NE · Great Plains
Nebraska
Nebraska is best for travelers who like open roads, pioneer history, prairie landscapes, ranch stays, small towns, college sports, river valleys, wildlife migrations, and uncrowded museums. Visit Nebraska highlights things to do, lodging, restaurants, events, regions and cities, trip ideas, working ranches, Omaha, small towns, wide-open nature spaces, concerts, rodeos, Husker game days, farm fun, golf getaways, outdoors, family travel, agritourism, heritage, and the Nebraska Passport program, which runs May 1 through September 30 in 2026.
Western Nebraska has the state’s most dramatic scenery. Scotts Bluff National Monument rises 800 feet above the North Platte River and covers 3,000 acres of geologic, paleontological, and human history. NPS identifies it as a landmark for Native peoples, Oregon, California, and Mormon Trail emigrants, and modern travelers. First-time visitors should stop at the visitor center, drive or hike to summit viewpoints when conditions allow, see Mitchell Pass and Eagle Rock, and photograph the bluffs in early or late light.
Agate Fossil Beds National Monument adds a very different western Nebraska stop. NPS says early-1900s paleontologists found full skeletons of extinct Miocene mammals in the hills, while the friendship between rancher James Cook and Chief Red Cloud of the Lakota is preserved through cultural collections and stories. The visitor center, fossil exhibits, Cook Collection context, mixed-grass prairie, and two hiking trails work well with Scotts Bluff, Fort Robinson, Chadron, and the Pine Ridge region.
Omaha and Lincoln provide urban balance: Omaha offers the riverfront, Henry Doorly Zoo and Aquarium, Old Market, restaurants, and museums, while Lincoln adds the State Capitol, Haymarket, university culture, and game-day energy. Central Nebraska is important for sandhill crane migration, the Platte River, and the Sandhills. Visitor Tip: Nebraska rewards regional loops; combine Omaha/Lincoln, the Platte crane corridor, or western monuments separately, and check heat, wind, storm, road, and park-hour conditions before long rural drives.
Sources
- Visit Nebraska was checked for official planning categories, 2026 guide, trip ideas, events, Nebraska Passport season, outdoors, family travel, agritourism, heritage, and regional themes.
- NPS Scotts Bluff was checked for monument height, acreage, trail history, geology, paleontology, summit/photography cues, visitor tips, and current park links.
- NPS Agate Fossil Beds was checked for Miocene fossil significance, Cook and Chief Red Cloud context, Lakota heritage, ranching, trails, and June 2024 update date.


◆ TASK DESCRIPTION ◆
Lines with the word "Where" are the ones wanted. Copy each of them from the entries below.

[Start of section]

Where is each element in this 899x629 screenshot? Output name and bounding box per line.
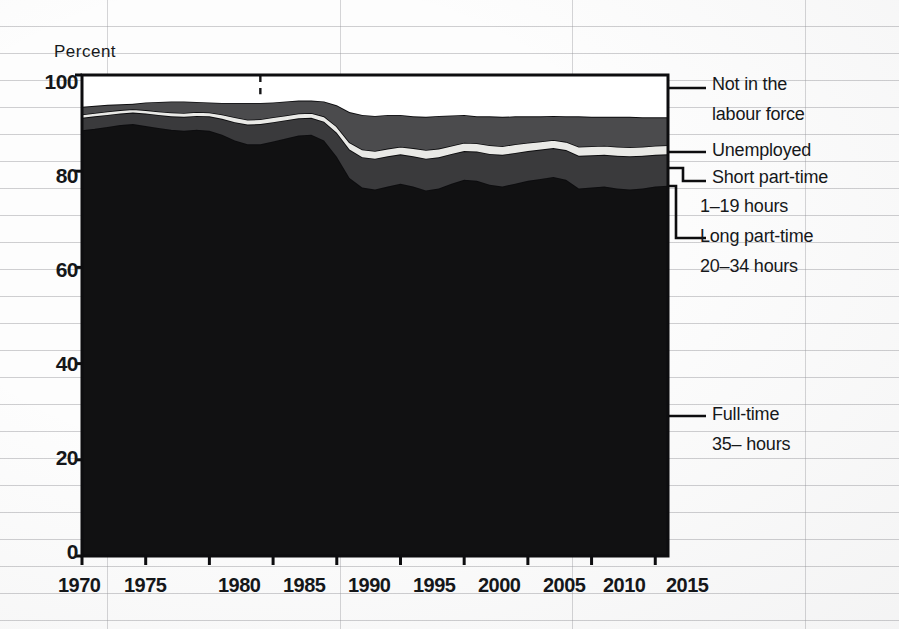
- x-tick-label: 1985: [283, 574, 326, 597]
- y-tick-label: 100: [16, 70, 78, 94]
- x-tick-label: 2010: [603, 574, 646, 597]
- stacked-area-chart: Percent 100 80 60 40 20 0 1970 1975 1980…: [0, 0, 899, 629]
- area-series-group: [82, 75, 668, 556]
- y-tick-label: 60: [16, 258, 78, 282]
- x-tick-label: 1970: [58, 574, 101, 597]
- x-tick-label: 1990: [348, 574, 391, 597]
- y-tick-label: 20: [16, 446, 78, 470]
- x-tick-label: 2015: [666, 574, 709, 597]
- legend-sublabel-long-part-time: 20–34 hours: [700, 256, 798, 277]
- y-tick-label: 40: [16, 352, 78, 376]
- legend-sublabel-not-in-labour-force: labour force: [712, 104, 805, 125]
- legend-leader-lines: [668, 88, 706, 416]
- x-tick-label: 2000: [478, 574, 521, 597]
- legend-label-short-part-time: Short part-time: [712, 167, 828, 188]
- legend-label-unemployed: Unemployed: [712, 140, 811, 161]
- x-tick-label: 2005: [543, 574, 586, 597]
- y-tick-label: 80: [16, 164, 78, 188]
- legend-sublabel-short-part-time: 1–19 hours: [700, 196, 788, 217]
- legend-sublabel-full-time: 35– hours: [712, 434, 790, 455]
- x-tick-label: 1980: [218, 574, 261, 597]
- y-tick-label: 0: [16, 540, 78, 564]
- legend-label-full-time: Full-time: [712, 404, 779, 425]
- x-tick-label: 1975: [124, 574, 167, 597]
- x-tick-label: 1995: [413, 574, 456, 597]
- legend-label-long-part-time: Long part-time: [700, 226, 813, 247]
- legend-leader-line: [668, 168, 706, 181]
- legend-label-not-in-labour-force: Not in the: [712, 74, 787, 95]
- y-axis-title: Percent: [54, 42, 116, 62]
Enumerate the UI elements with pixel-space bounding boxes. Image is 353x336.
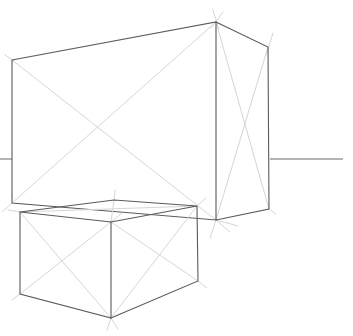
large-box-guides bbox=[2, 10, 276, 238]
perspective-drawing bbox=[0, 0, 353, 336]
large-box bbox=[12, 22, 269, 220]
small-box bbox=[20, 200, 198, 318]
large-box-front-face bbox=[12, 22, 216, 220]
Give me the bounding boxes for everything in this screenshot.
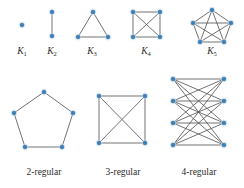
graph-vertex	[222, 121, 226, 125]
graph-edge	[62, 113, 73, 147]
graph-label-k2: K2	[46, 46, 57, 57]
vertices-k3	[75, 9, 112, 41]
graph-edge	[44, 92, 73, 113]
graph-figure: K1K2K3K4K52-regular3-regular4-regular	[0, 0, 244, 188]
graph-k5: K5	[190, 7, 235, 58]
graph-vertex	[171, 99, 175, 103]
edges-k3	[78, 12, 108, 37]
vertices-two-regular	[11, 89, 77, 151]
graph-label-four-regular: 4-regular	[182, 167, 218, 177]
graph-vertex	[60, 145, 64, 149]
graph-edge	[200, 23, 231, 42]
graph-edge	[14, 113, 25, 147]
graph-vertex	[131, 10, 135, 14]
edges-two-regular	[14, 92, 73, 147]
graph-vertex	[91, 10, 95, 14]
graph-vertex	[171, 77, 175, 81]
graph-vertex	[229, 21, 233, 25]
graph-vertex	[12, 111, 16, 115]
graph-label-k5: K5	[206, 46, 217, 57]
graph-vertex	[71, 111, 75, 115]
graph-vertex	[23, 145, 27, 149]
graph-label-three-regular: 3-regular	[106, 167, 142, 177]
graph-label-k3: K3	[86, 46, 97, 57]
graph-vertex	[222, 77, 226, 81]
graph-vertex	[210, 8, 214, 12]
graph-vertex	[106, 35, 110, 39]
graph-vertex	[50, 10, 54, 14]
graph-edge	[78, 12, 93, 37]
graph-vertex	[171, 143, 175, 147]
graph-k3: K3	[75, 9, 112, 58]
graph-vertex	[171, 121, 175, 125]
graph-vertex	[222, 143, 226, 147]
graph-k2: K2	[46, 9, 57, 58]
edges-k4	[133, 12, 160, 37]
edges-three-regular	[99, 96, 145, 143]
vertices-k1	[19, 22, 26, 29]
vertices-k5	[190, 7, 235, 46]
graph-label-k4: K4	[140, 46, 151, 57]
graph-vertex	[158, 10, 162, 14]
graph-edge	[193, 23, 224, 42]
graph-edge	[93, 12, 108, 37]
graph-edge	[14, 92, 44, 113]
graph-vertex	[20, 23, 24, 27]
graph-vertex	[191, 21, 195, 25]
edges-four-regular	[173, 79, 224, 145]
graph-four-regular: 4-regular	[170, 76, 228, 177]
graph-vertex	[50, 34, 54, 38]
graph-vertex	[97, 141, 101, 145]
graph-vertex	[158, 35, 162, 39]
graph-label-two-regular: 2-regular	[27, 167, 63, 177]
graph-k4: K4	[130, 9, 164, 58]
graph-vertex	[198, 40, 202, 44]
graph-vertex	[42, 90, 46, 94]
graph-vertex	[222, 40, 226, 44]
graph-vertex	[131, 35, 135, 39]
graph-k1: K1	[16, 22, 27, 58]
graph-vertex	[97, 94, 101, 98]
graph-vertex	[143, 94, 147, 98]
graph-vertex	[76, 35, 80, 39]
graph-vertex	[143, 141, 147, 145]
graph-two-regular: 2-regular	[11, 89, 77, 177]
edges-k5	[193, 10, 231, 42]
graph-edge	[200, 10, 212, 42]
graph-vertex	[222, 99, 226, 103]
graph-edge	[212, 10, 224, 42]
graph-label-k1: K1	[16, 46, 27, 57]
graph-three-regular: 3-regular	[96, 93, 149, 177]
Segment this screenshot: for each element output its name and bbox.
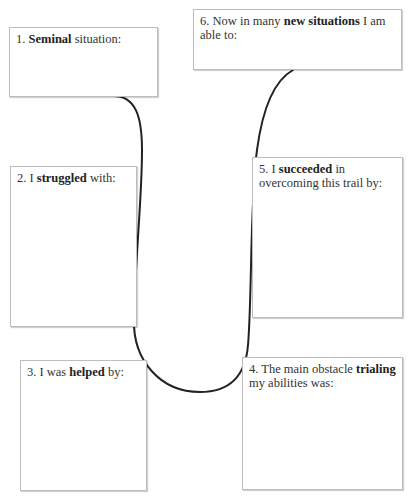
step-2-post: with: bbox=[87, 171, 116, 185]
step-3-pre: I was bbox=[40, 365, 70, 379]
step-5-number: 5. bbox=[259, 162, 268, 176]
step-5-keyword: succeeded bbox=[279, 162, 332, 176]
step-1-post: situation: bbox=[72, 32, 122, 46]
step-1-box: 1. Seminal situation: bbox=[9, 27, 158, 97]
step-2-pre: I bbox=[30, 171, 37, 185]
step-2-box: 2. I struggled with: bbox=[10, 166, 137, 327]
step-4-pre: The main obstacle bbox=[261, 362, 356, 376]
step-2-keyword: struggled bbox=[37, 171, 87, 185]
step-3-box: 3. I was helped by: bbox=[20, 360, 147, 491]
step-6-keyword: new situations bbox=[284, 14, 360, 28]
step-2-number: 2. bbox=[17, 171, 26, 185]
step-4-post: my abilities was: bbox=[249, 376, 334, 390]
step-4-box: 4. The main obstacle trialing my abiliti… bbox=[242, 357, 403, 490]
step-6-box: 6. Now in many new situations I am able … bbox=[193, 9, 402, 70]
step-1-number: 1. bbox=[16, 32, 25, 46]
step-6-pre: Now in many bbox=[213, 14, 284, 28]
step-4-keyword: trialing bbox=[356, 362, 396, 376]
step-6-number: 6. bbox=[200, 14, 209, 28]
step-3-post: by: bbox=[105, 365, 124, 379]
step-3-keyword: helped bbox=[69, 365, 104, 379]
step-3-number: 3. bbox=[27, 365, 36, 379]
step-5-pre: I bbox=[272, 162, 279, 176]
step-4-number: 4. bbox=[249, 362, 258, 376]
step-5-box: 5. I succeeded in overcoming this trail … bbox=[252, 157, 403, 318]
step-1-keyword: Seminal bbox=[29, 32, 72, 46]
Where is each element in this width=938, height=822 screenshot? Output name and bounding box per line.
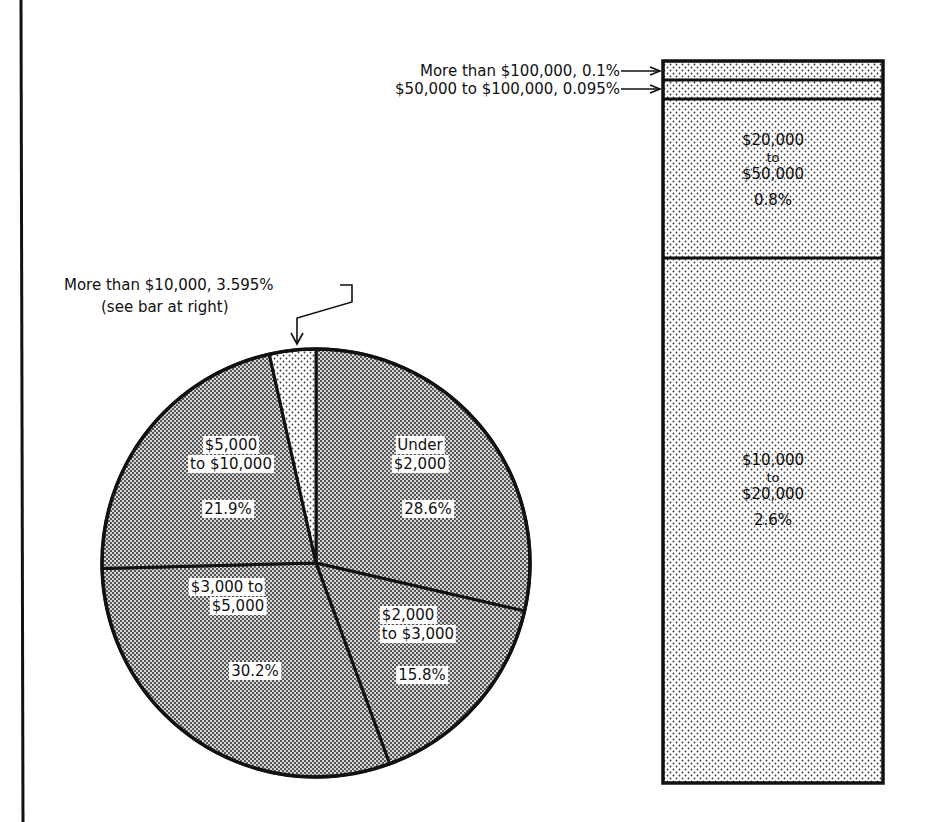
pie-chart	[102, 349, 530, 777]
bar-callout-over-100000: More than $100,000, 0.1%	[420, 62, 620, 80]
bar-seg-50000-100000	[664, 80, 882, 99]
pie-label-line: $3,000 to	[189, 578, 265, 596]
pie-label-line: Under	[395, 436, 444, 454]
pie-label-line: to $3,000	[380, 625, 456, 643]
pie-value-under-2000: 28.6%	[402, 500, 454, 518]
bar-seg-over-100000	[664, 62, 882, 80]
left-rule	[21, 0, 23, 822]
bar-label-line: to	[742, 149, 804, 166]
pie-value-label: 30.2%	[229, 662, 281, 680]
pie-value-label: 21.9%	[202, 500, 254, 518]
pie-callout-line2: (see bar at right)	[101, 298, 228, 316]
pie-value-5000-10000: 21.9%	[202, 500, 254, 518]
bar-label-line: $10,000	[742, 452, 804, 469]
bar-label-10000-20000: $10,000 to $20,000 2.6%	[742, 452, 804, 529]
pie-label-3000-5000: $3,000 to $5,000	[188, 578, 267, 616]
pie-label-line: $2,000	[380, 606, 437, 624]
pie-value-label: 28.6%	[402, 500, 454, 518]
bar-callout-arrows	[621, 67, 660, 93]
sliver-callout-arrow	[291, 285, 352, 344]
pie-label-line: to $10,000	[188, 455, 274, 473]
bar-value-label: 2.6%	[742, 512, 804, 529]
pie-label-line: $5,000	[210, 597, 267, 615]
pie-label-under-2000: Under $2,000	[392, 436, 449, 474]
bar-label-line: $20,000	[742, 486, 804, 503]
bar-callout-50000-100000: $50,000 to $100,000, 0.095%	[395, 80, 620, 98]
pie-value-2000-3000: 15.8%	[396, 666, 448, 684]
pie-value-3000-5000: 30.2%	[229, 662, 281, 680]
pie-label-line: $5,000	[203, 436, 260, 454]
pie-label-line: $2,000	[392, 455, 449, 473]
bar-label-line: $20,000	[742, 132, 804, 149]
pie-callout-line1: More than $10,000, 3.595%	[64, 276, 274, 294]
chart-canvas	[0, 0, 938, 822]
bar-label-line: $50,000	[742, 166, 804, 183]
bar-value-label: 0.8%	[742, 192, 804, 209]
pie-value-label: 15.8%	[396, 666, 448, 684]
bar-label-20000-50000: $20,000 to $50,000 0.8%	[742, 132, 804, 209]
bar-label-line: to	[742, 469, 804, 486]
pie-label-5000-10000: $5,000 to $10,000	[188, 436, 274, 474]
pie-label-2000-3000: $2,000 to $3,000	[380, 606, 456, 644]
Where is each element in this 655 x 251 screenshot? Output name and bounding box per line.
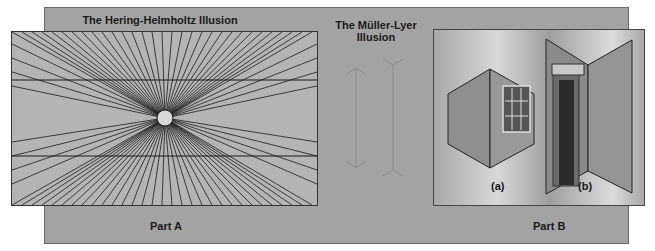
subfigure-b-label: (b) (578, 180, 592, 192)
part-b-label: Part B (533, 220, 565, 232)
part-a-label: Part A (150, 220, 182, 232)
subfigure-a-label: (a) (491, 180, 504, 192)
perspective-figure (0, 0, 655, 251)
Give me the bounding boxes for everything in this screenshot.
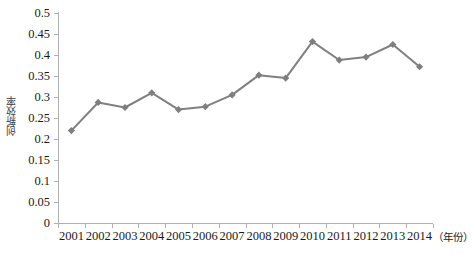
y-tick-mark <box>54 160 58 161</box>
y-axis-title-label: 创新效率 <box>4 96 19 136</box>
data-series-svg <box>58 13 433 223</box>
y-tick-mark <box>54 97 58 98</box>
x-tick-mark <box>299 224 300 228</box>
x-tick-mark <box>165 224 166 228</box>
y-tick-label: 0.15 <box>28 153 50 168</box>
x-tick-label: 2012 <box>354 229 379 244</box>
plot-area <box>58 13 433 223</box>
x-tick-label: 2008 <box>246 229 271 244</box>
x-tick-mark <box>379 224 380 228</box>
x-axis-title: （年份） <box>433 229 472 244</box>
x-tick-mark <box>219 224 220 228</box>
x-tick-mark <box>58 224 59 228</box>
x-axis-tick-labels: 2001200220032004200520062007200820092010… <box>58 229 433 249</box>
x-tick-label: 2007 <box>220 229 245 244</box>
y-tick-mark <box>54 55 58 56</box>
x-tick-mark <box>246 224 247 228</box>
x-tick-mark <box>138 224 139 228</box>
line-chart: 创新效率 00.050.10.150.20.250.30.350.40.450.… <box>0 0 472 257</box>
x-tick-label: 2004 <box>139 229 164 244</box>
x-tick-label: 2013 <box>380 229 405 244</box>
x-tick-mark <box>433 224 434 228</box>
y-axis-tick-labels: 00.050.10.150.20.250.30.350.40.450.5 <box>22 13 54 223</box>
y-tick-label: 0.4 <box>34 48 50 63</box>
x-tick-mark <box>326 224 327 228</box>
x-tick-label: 2011 <box>327 229 352 244</box>
y-tick-mark <box>54 181 58 182</box>
x-tick-label: 2014 <box>407 229 432 244</box>
x-tick-label: 2010 <box>300 229 325 244</box>
y-tick-label: 0.1 <box>34 174 50 189</box>
y-tick-label: 0.35 <box>28 69 50 84</box>
y-tick-mark <box>54 139 58 140</box>
y-tick-label: 0 <box>44 216 50 231</box>
x-tick-label: 2005 <box>166 229 191 244</box>
y-tick-mark <box>54 202 58 203</box>
x-tick-mark <box>192 224 193 228</box>
x-tick-label: 2001 <box>59 229 84 244</box>
data-point-marker <box>202 103 209 110</box>
y-tick-mark <box>54 13 58 14</box>
x-tick-mark <box>112 224 113 228</box>
x-tick-mark <box>85 224 86 228</box>
y-tick-label: 0.5 <box>34 6 50 21</box>
y-tick-label: 0.25 <box>28 111 50 126</box>
y-tick-label: 0.45 <box>28 27 50 42</box>
data-point-marker <box>362 54 369 61</box>
x-tick-label: 2009 <box>273 229 298 244</box>
x-tick-mark <box>272 224 273 228</box>
y-tick-label: 0.3 <box>34 90 50 105</box>
x-tick-label: 2002 <box>86 229 111 244</box>
x-tick-label: 2003 <box>112 229 137 244</box>
y-tick-label: 0.2 <box>34 132 50 147</box>
x-tick-label: 2006 <box>193 229 218 244</box>
y-axis-title: 创新效率 <box>0 0 22 232</box>
y-tick-mark <box>54 118 58 119</box>
y-tick-label: 0.05 <box>28 195 50 210</box>
y-tick-mark <box>54 76 58 77</box>
x-tick-mark <box>353 224 354 228</box>
x-tick-mark <box>406 224 407 228</box>
y-tick-mark <box>54 34 58 35</box>
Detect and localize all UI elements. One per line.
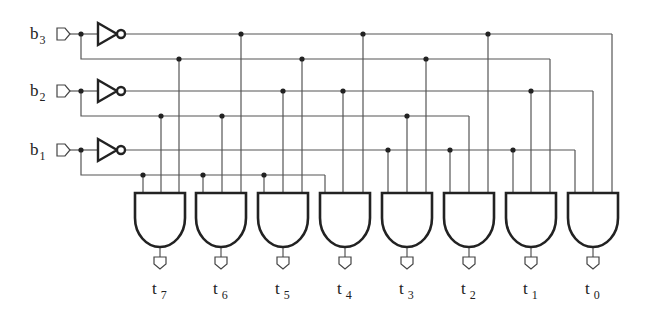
- and-gate-t1: [506, 193, 556, 247]
- true-line-b3: [81, 34, 550, 59]
- output-label-t3: t3: [399, 279, 414, 302]
- output-label-t4: t4: [337, 279, 352, 302]
- junction-dot: [219, 113, 224, 118]
- junction-dot: [158, 113, 163, 118]
- junction-dot: [78, 88, 83, 93]
- output-label-subscript: 4: [346, 288, 352, 302]
- output-label-t2: t2: [461, 279, 476, 302]
- output-label-t5: t5: [275, 279, 290, 302]
- output-label-t7: t7: [152, 279, 167, 302]
- junction-dot: [385, 147, 390, 152]
- output-label-subscript: 5: [284, 288, 290, 302]
- input-label-subscript: 2: [40, 90, 46, 104]
- and-gate-t3: [382, 193, 432, 247]
- input-pin-icon: [57, 144, 70, 156]
- output-label-subscript: 1: [532, 288, 538, 302]
- output-label-subscript: 3: [408, 288, 414, 302]
- inverter-bubble-icon: [117, 87, 125, 95]
- and-gate-t6: [196, 193, 246, 247]
- output-label-t0: t0: [585, 279, 600, 302]
- junction-dot: [404, 113, 409, 118]
- output-pin-icon: [401, 257, 413, 269]
- output-label-subscript: 6: [222, 288, 228, 302]
- junction-dot: [299, 56, 304, 61]
- output-label-t6: t6: [213, 279, 228, 302]
- junction-dot: [528, 88, 533, 93]
- junction-dot: [261, 172, 266, 177]
- junction-dot: [280, 88, 285, 93]
- junction-dot: [238, 31, 243, 36]
- input-label-subscript: 1: [40, 149, 46, 163]
- inverter-icon: [98, 80, 117, 102]
- inputs-layer: b3b2b1: [30, 23, 125, 163]
- output-label-t1: t1: [523, 279, 538, 302]
- input-pin-icon: [57, 28, 70, 40]
- input-label-subscript: 3: [40, 33, 46, 47]
- junction-dot: [423, 56, 428, 61]
- inverter-icon: [98, 139, 117, 161]
- inverter-icon: [98, 23, 117, 45]
- output-pin-icon: [339, 257, 351, 269]
- output-pin-icon: [463, 257, 475, 269]
- junction-dot: [340, 88, 345, 93]
- output-pin-icon: [587, 257, 599, 269]
- junction-dot: [360, 31, 365, 36]
- output-pin-icon: [215, 257, 227, 269]
- input-pin-icon: [57, 85, 70, 97]
- output-pin-icon: [277, 257, 289, 269]
- inverter-bubble-icon: [117, 146, 125, 154]
- input-label-b1: b1: [30, 140, 46, 163]
- decoder-circuit-diagram: b3b2b1 t7t6t5t4t3t2t1t0: [0, 0, 649, 318]
- and-gate-t5: [258, 193, 308, 247]
- junction-dot: [447, 147, 452, 152]
- true-line-b2: [81, 91, 469, 116]
- and-gate-t7: [135, 193, 185, 247]
- output-label-subscript: 7: [161, 288, 167, 302]
- and-gate-t2: [444, 193, 494, 247]
- output-pin-icon: [154, 257, 166, 269]
- output-pin-icon: [525, 257, 537, 269]
- and-gate-t4: [320, 193, 370, 247]
- junction-dot: [200, 172, 205, 177]
- inverter-bubble-icon: [117, 30, 125, 38]
- output-label-subscript: 0: [594, 288, 600, 302]
- input-label-b3: b3: [30, 24, 46, 47]
- and-gate-t0: [568, 193, 618, 247]
- junction-dot: [140, 172, 145, 177]
- junction-dot: [485, 31, 490, 36]
- junction-dot: [78, 147, 83, 152]
- output-label-subscript: 2: [470, 288, 476, 302]
- gates-layer: t7t6t5t4t3t2t1t0: [135, 193, 618, 302]
- junction-dot: [176, 56, 181, 61]
- junction-dot: [78, 31, 83, 36]
- junction-dot: [510, 147, 515, 152]
- junction-dots-layer: [78, 31, 533, 177]
- input-label-b2: b2: [30, 81, 46, 104]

[End of section]

◆ YOUR RESPONSE ◆
Where is each element in this 899x629 screenshot? Output name and bounding box per line.
Where is each element in this width=938, height=822 screenshot? Output name and bounding box per line.
Where is each element in this 655 x 251 screenshot? Output name and bounding box per line.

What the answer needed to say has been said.